Joel's argument is that Groove is a closed platform. That you have to pay to be part of it and if they don't give it away for free no one will write applications for it (this works for Jena). Dave's argument is that most platforms fail so you shouldn't bet that your application will become one. His solution seems to be get some money first and keep them coming back.
Joel: "...there is no free Groove runtime...nobody has Groove yet...That doomed the Groove idea from the start. I talked to some of the Groove "partners" who allegedly are developing software for Groove. "Was the Groove relationship worth anything?" I asked. "HA!" they said. "We paid $1500 and in exchange we get less than 10 clickthroughs a month from their web page. A waste of money. We couldn't even get Groove to share their customer lists with us.""
Dave: "Gassee had a sense of keeping the users entertained. He got it. Keep them coming back for new goodies. And maybe a breakthru. For that you need lots of risk-taking developers. That's how you get winners, not by hiring researchers to invent miracles for you...Apple did the opposite, invading competitive markets with void-creating white papers. "

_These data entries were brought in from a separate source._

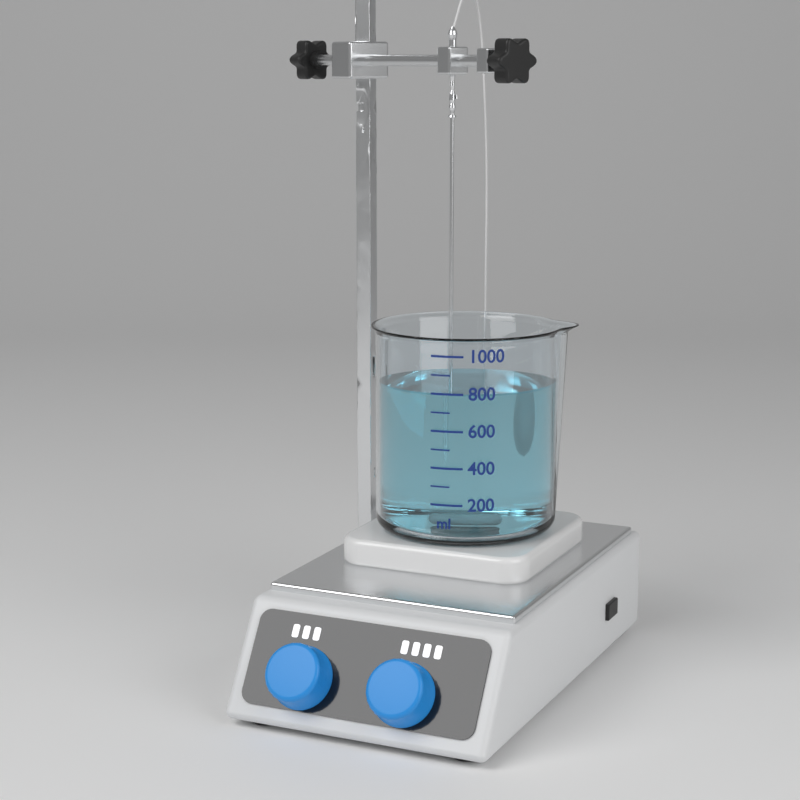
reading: 800 ml
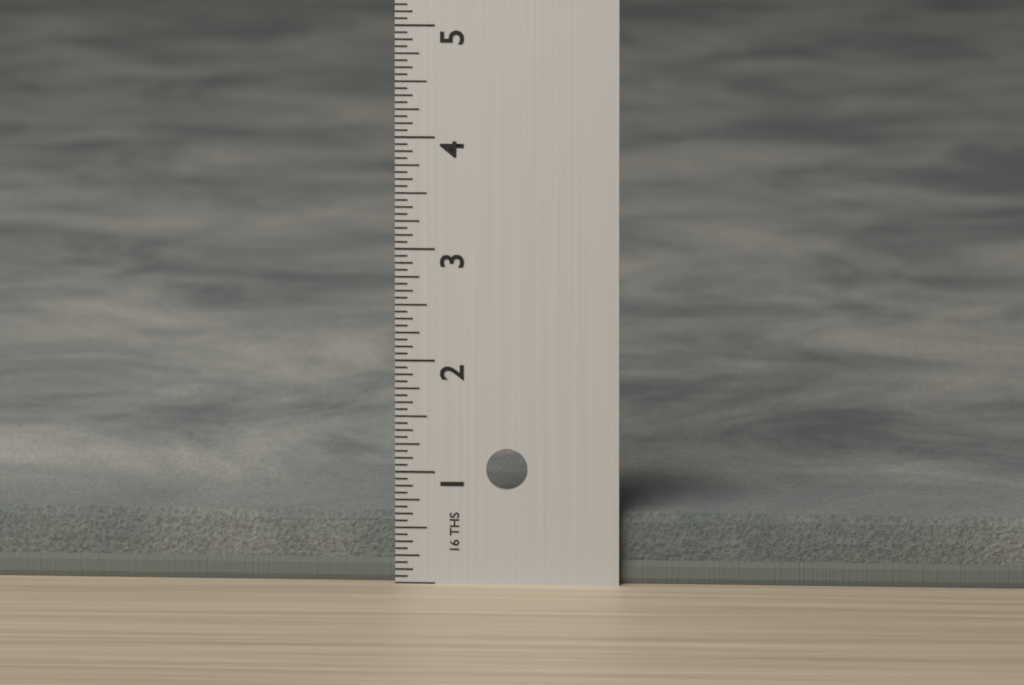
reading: 0.6250 in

Both Dave and Joel seem to care about the respective platforms in their articles and both felt the same way. Meanwhile, Ray just comments about how people are using Groove and marketing.
If anything, this is a lesson for anyone trying to write a piece of architecture. Listen to your developers and decide if you are a platform (building infrastructure) or an application. If you are a platform be open and free and hopefully charge for it later. If you're building an application, charge for it now and get any cent you can, because one day the big boys (like Microsoft or Apple or whoever) will come and give it away or integrate it into another product.